American Society of Hirudotherapy

Responses to mechanically and visually cued water waves in the nervous system of the medicinal leech

Research article published in The Journal of experimental biology (2018)

Last Updated: June 18, 2026Reviewed by: ASH Editorial Board
Research article — evidence reviewArticle reference
Evidence: Preclinical (animal)Clinical TrialsLehmkuhl AM et al. · The Journal of experimental biology, 2018

Abstract

Sensitivity to water waves is a key modality by which aquatic predators can detect and localize their prey. For one such predator - the medicinal leech, Hirudo verbana - behavioral responses to visual and mechanical cues from water waves are well documented.
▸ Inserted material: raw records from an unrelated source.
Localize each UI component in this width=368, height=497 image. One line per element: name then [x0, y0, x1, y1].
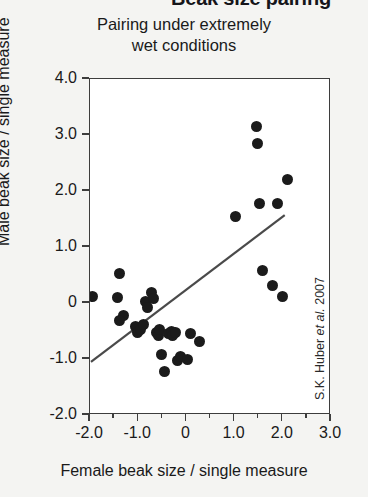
y-axis-tick-label: 0 — [0, 294, 77, 310]
data-point — [230, 211, 241, 222]
x-axis-minor-tick — [209, 414, 210, 418]
credit-prefix: S.K. Huber — [313, 335, 327, 400]
data-point — [159, 366, 170, 377]
x-axis-minor-tick — [112, 414, 113, 418]
y-axis-tick — [82, 301, 89, 302]
source-credit: S.K. Huber et al. 2007 — [313, 277, 327, 400]
data-point — [251, 121, 262, 132]
data-point — [194, 336, 205, 347]
y-axis-tick-label: -1.0 — [0, 350, 77, 366]
data-point — [254, 198, 265, 209]
x-axis-tick — [281, 414, 282, 421]
plot-area — [89, 78, 330, 414]
y-axis-label: Male beak size / single measure — [0, 0, 13, 246]
data-point — [182, 354, 193, 365]
x-axis-tick — [137, 414, 138, 421]
figure-header-strip: Beak size pairing — [0, 0, 368, 14]
figure-header-title: Beak size pairing — [171, 0, 331, 10]
plot-inner — [90, 79, 329, 413]
x-axis-tick-label: 3.0 — [300, 425, 360, 441]
y-axis-tick-label: -2.0 — [0, 406, 77, 422]
data-point — [277, 291, 288, 302]
beak-size-pairing-figure: Beak size pairing Pairing under extremel… — [0, 0, 368, 497]
x-axis-minor-tick — [161, 414, 162, 418]
x-axis-tick — [88, 414, 89, 421]
x-axis-minor-tick — [305, 414, 306, 418]
x-axis-tick — [233, 414, 234, 421]
y-axis-tick — [82, 133, 89, 134]
data-point — [267, 280, 278, 291]
x-axis-tick — [329, 414, 330, 421]
data-point — [257, 265, 268, 276]
data-point — [156, 349, 167, 360]
data-point — [170, 327, 181, 338]
credit-italic: et al. — [313, 308, 327, 335]
chart-subtitle-line-2: wet conditions — [0, 35, 368, 56]
x-axis-minor-tick — [257, 414, 258, 418]
chart-subtitle: Pairing under extremely wet conditions — [0, 14, 368, 56]
credit-suffix: 2007 — [313, 277, 327, 308]
chart-subtitle-line-1: Pairing under extremely — [0, 14, 368, 35]
y-axis-tick — [82, 245, 89, 246]
x-axis-label: Female beak size / single measure — [0, 462, 368, 480]
y-axis-tick — [82, 357, 89, 358]
regression-line — [90, 79, 329, 413]
x-axis-tick — [185, 414, 186, 421]
y-axis-tick — [82, 77, 89, 78]
y-axis-tick — [82, 189, 89, 190]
Here, we quantitatively characterized the response patterns of a multisensory interneuron, the S cell, to mechanically and visually cued water waves. As a function of frequency, the response profile of the S cell replicated key features of the behavioral prey localization profile in both visual and mechanical modalities. In terms of overall firing rate, the S cell response was not direction selective, and although the direction of spike propagation within the S cell system did follow the direction of wave propagation under certain circumstances, it is unlikely that downstream neuronal targets can use this information. Accordingly, we propose a role for the S cell in the detection of waves but not in the localization of their source. We demonstrated that neither the head brain nor the tail brain are required for the S cell to respond to visually cued water waves.

Abstract sourced from PubMed (NCBI) for the cited record. See the original publication for the authoritative version.

Publication typeJournal ArticleResearch Support, N.I.H., ExtramuralResearch Support, Non-U.S. Gov't
Indexed MeSH termsAnimalsCuesHirudo medicinalisMechanoreceptorsMechanotransduction, CellularNervous System Physiological PhenomenaPhotic StimulationPhotoreceptor Cells, InvertebratePredatory BehaviorWater Movements

Summary

Peer-reviewed clinical and outcomes research relevant to medicinal leech therapy and its biology. Indexed in PubMed and verified against the NCBI record.

Why This Matters for Hirudotherapy

This neurophysiology study characterized how a multisensory interneuron, the S cell, in the medicinal leech Hirudo verbana responds to mechanically and visually cued water waves, concluding the S cell encodes detection of waves (matching the prey-localization frequency profile) but is unlikely to localize the wave source, and that responses persist without the head or tail brain. This is genuine medicinal-leech biology and is relevant to hirudotherapy chiefly by deepening understanding of the organism itself (Hirudo verbana, one of the species used therapeutically) and its sensory and feeding behavior. The clear caveat is that this is basic sensory-neuroscience research on leech prey detection, not a clinical or secretome/drug-discovery study; it carries no therapeutic findings and should be framed strictly as foundational biology of the animal, not as evidence of any medical benefit.

Citation

Responses to mechanically and visually cued water waves in the nervous system of the medicinal leech.

Lehmkuhl AM et al. · The Journal of experimental biology, 2018

Added to ASH library: May 28, 2026 · Site last updated: June 18, 2026

This website provides educational information and does not constitute medical advice, diagnosis, or treatment recommendations. Medicinal leech therapy carries clinically meaningful risks and should be performed only by qualified clinicians under institutionally approved protocols. FDA 510(k) clearance for medicinal leeches is limited to specific indications; investigational and off-label discussions are labeled accordingly. For patient-specific guidance, consult a qualified healthcare provider.